Wednesday, March 12, 2008

City of Boulder Looking to Limit House Size to 2500 Square Feet

Council may scrap 'scrapes'
Boulder leaders consider limits on razing old houses to replace with larger ones
By Ryan Morgan (Contact)Tuesday, March 11, 2008

A few of Boulder's elected and appointed leaders will sit down Thursday night to ponder the best way to keep "mega" houses from being built on the remains of more modest ones.
The question of whether "pop-and-scrape" residential redevelopments should be limited is just one of several land-use issues the members of the City Council and Planning Board will discuss at Thursday's meeting, Mayor Shaun McGrath said.
McGrath said members of the City Council have heard lots of complaints from people across Boulder upset when small homes are razed and replaced with many-thousand-square-foot homes. One City Council member is even proposing a maximum size of 2,500 square feet for rebuilt homes, prompting debate among leaders.
"We've heard from a lot of people who have worried about how scrapesin particular are changing the character of neighborhoods," McGrath said. "I don't know what the end policy might look like, but we certainly want to have a conversation with the community."
Critics say big, new homes in older neighborhoods -- such as the Newlands in north-central Boulder -- are an environmentally destructive, aesthetic assault. They're particularly upset by new homes that spread from one end of a housing lot to the other, crowding their neighbors.
This isn't the first time members of the City Council have expressed an interest in possibly limiting residential redevelopment -- but Thursday's meeting could be the first step toward putting an ordinance in place.
Two years ago, City Councilwoman Crystal Gray tried to bring up the issue, but it didn't gather much momentum. That's changed, said Gray, who's now the city's deputy mayor.
"I just think that the pace of redevelopment has really picked up and spread to all areas of the city," she said, so an issue that only raised eyebrows in a few neighborhoods a few years ago now has broader resonance.
Many cities have enacted measures limiting house sizes, and Gray said Boulder has plenty of new regulatory options from which to choose. The City Council could tighten existing caps on "floor-area ratios" for homes -- that is, the percentage of a property that's covered with finished square footage.
They could examine more subtle and flexible "building envelope" limits, or even "character guidelines," which would be more labor-intensive to enforce.

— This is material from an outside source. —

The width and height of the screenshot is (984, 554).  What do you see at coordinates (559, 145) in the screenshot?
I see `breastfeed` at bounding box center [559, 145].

Policy-makers often use the shorthand term "pops and scrapes" when talking about the issue. But both Gray and McGrath said they're more concerned with scrapes -- the practice of demolishing a home and replacing it with something much bigger -- than pops, which just expand the size of existing homes.

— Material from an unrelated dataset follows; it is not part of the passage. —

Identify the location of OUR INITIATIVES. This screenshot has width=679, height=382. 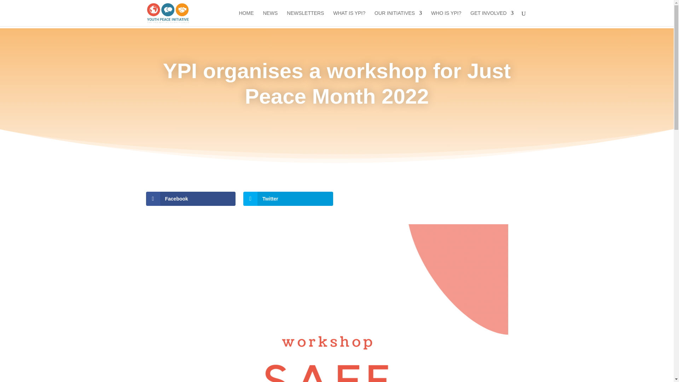
(398, 18).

Any proposal is likely to be controversial. Susan Graf, president of the Boulder Chamber of Commerce, said people in the city's business and residential community are nervous.
"I would hope that the City Council and the Planning Board would clearly identify the problem they're trying to solve," she said. "They point to a few specific examples of big houses or ugly houses, and I don't know that that constitutes a problem. ... I'd be worried they're trying to hit a fly with a sledgehammer."
And elected leaders will likely disagree about the best way to go forward. City Councilman Ken Wilson delivered a rebuke Monday to a proposal from City Councilwoman Lisa Morzel on the City Council's "hot line," a public e-mail list officials use to communicate.
In a post to the e-mail list, Morzel wrote that she'd "strongly suggest our building size maximums start at 2,500 (square feet) for the main structure/house, allowing 450 (square feet) for garages."
To which Wilson replied, "I guess I will need to tear down a third of my home. I will not support regulations that limit my neighbors building something smaller than the home I live in, or a (floor-area ratio) less than mine -- which has been at its current size since the mid-1920s."
Wilson said he'd consider asking the city's staff to assemble a list of the sizes and floor-area ratios of City Council members' houses.
"I think it is only fair to see where our homes fall into this mix," he said.
That drew a reply from City Councilman Macon Cowles, who said the city has a duty to maintain the supply of affordable and reasonably sized housing, protect existing neighborhoods and address the environmental impacts of new construction.
"The council has a fiduciary obligation with respect to each of these three things, and the route forward cannot be determined by using the house sizes of individual people as a yardstick with which to measure an appropriate response for the city," he wrote.